This Space for Sale
Dateline: 11/14/97
You can't sell space. The "outer" kind, that is. Or can you? Recently, the reorganized Soviet Union sold their long-ready, but never used moon rocket engines to the AeroJet Corporation right here in California, USA. And just last month, Soviet astronauts began promoting commercial products. A TV ad for a milk product was actually shot aboard the Mir Space Station. Now how many of us Cold War kids thought we would ever see that?
Would the United States ever commercialize our space effort? You bet. The cost of space exploration has sped past the Federal government's ability to fully fund it at about warp seven. As a result, America has turned to private industry to help make up the ever widening gap between the cost of going into space, and the taxpayer's ability (and desire) to pay for it.

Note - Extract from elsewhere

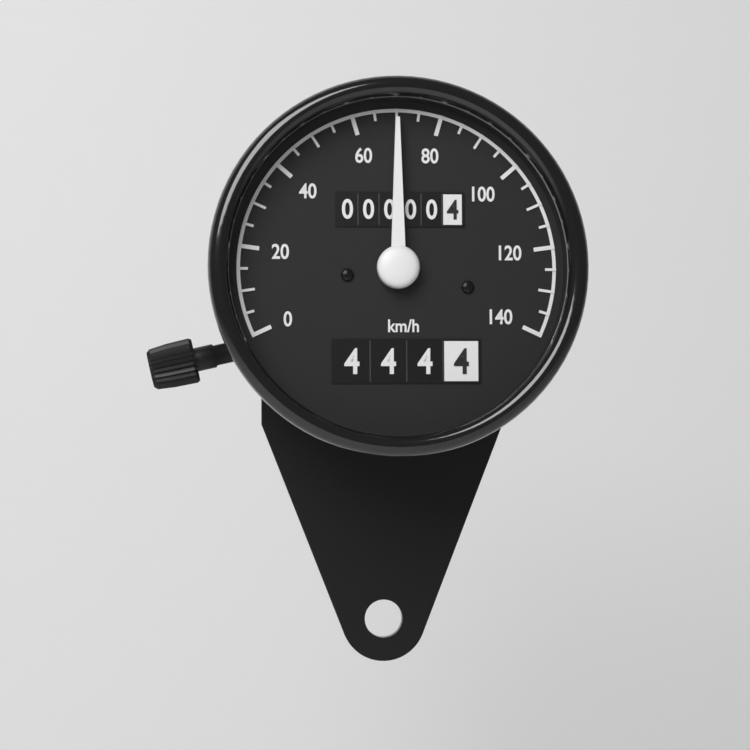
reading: 70 km/h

America's effort to privatize space exploration is the charge of a little known, but fascinating Federal agency, the Office of Air and Space Commercialization. Most people know that TV networks, telephone providers, and other information providers pay NASA for their services in launching and servicing communications satellites. But, exactly how much does the government make from this? According to figures from the Office of Air and Space Commercialization, private companies paid almost $7.5 Billion for satellite services, ground communications services, equipment sales, satellite manufacturing, launching, and satellite remote sensing.
| Satellite Communications Services | $2.75 Billion |
| Ground Equipment | $2.00 Billion |
| Satellite Manufacturing | $1.75 Billion |
| Launch Services | $650 Million |
| Remote Sensing / Global Positioning | $316 Million |
Work of the Office of Air and Space Commercialization focuses on six major technologies:
1. Space
Manufacturing
2. Communications
3. Space
Transportation
4. GIS (Geographic Information
Systems)
5. Remote Sensing
6. Positioning & Navigation
/ GPS
Reinventing the Compass - GPS
So far, the most visible and useful example of space commercialization to the public has been the GPS, or Global Positioning System. These amazing devices (many hand-held) are capable of instantly showing your location on the earth's surface within accuracy mere centimeters. Ranging in price from about $300 for the systems used by backpackers and sailors, to over $60,000 for units used in commercial aviation, are driven by the a network of 24 satellites orbiting at 12,535 statute miles above the earth.
This arrangement insures that a GPS receiver located anywhere on earth will be able to access the signals of at least 4 satellites. By determining the time required for each satellite's signal to arrive from its known location, the receiver can calculate its own position.

One of the network of GPS satellites
The airlines are currently the major civilian users of GPS systems. In fact, the FAA plans to allow the airlines to use GPS as their primary form of navigation in the near future. But most of us will first encounter GPS in the dashboards of our own cars. Several auto makers are already installing GPS in their top-line models. Very soon, you'll be able to buy a car with a GPS system that will navigate you across the country without a single paper map to wad up and cram in the glove box.
You have wonder if Robert F. Goddard, here had any idea just how far his first prototype rockets like this one would take us.
As we near the next millennium, many people are looking forward to the exploration, even colonization of Mars. Well, folks, unless the effort is economically sound, it just won't happen. If we are to continue the vision of space exploration, we are going to need more efforts like those of the Office of Air and Space Commercialization.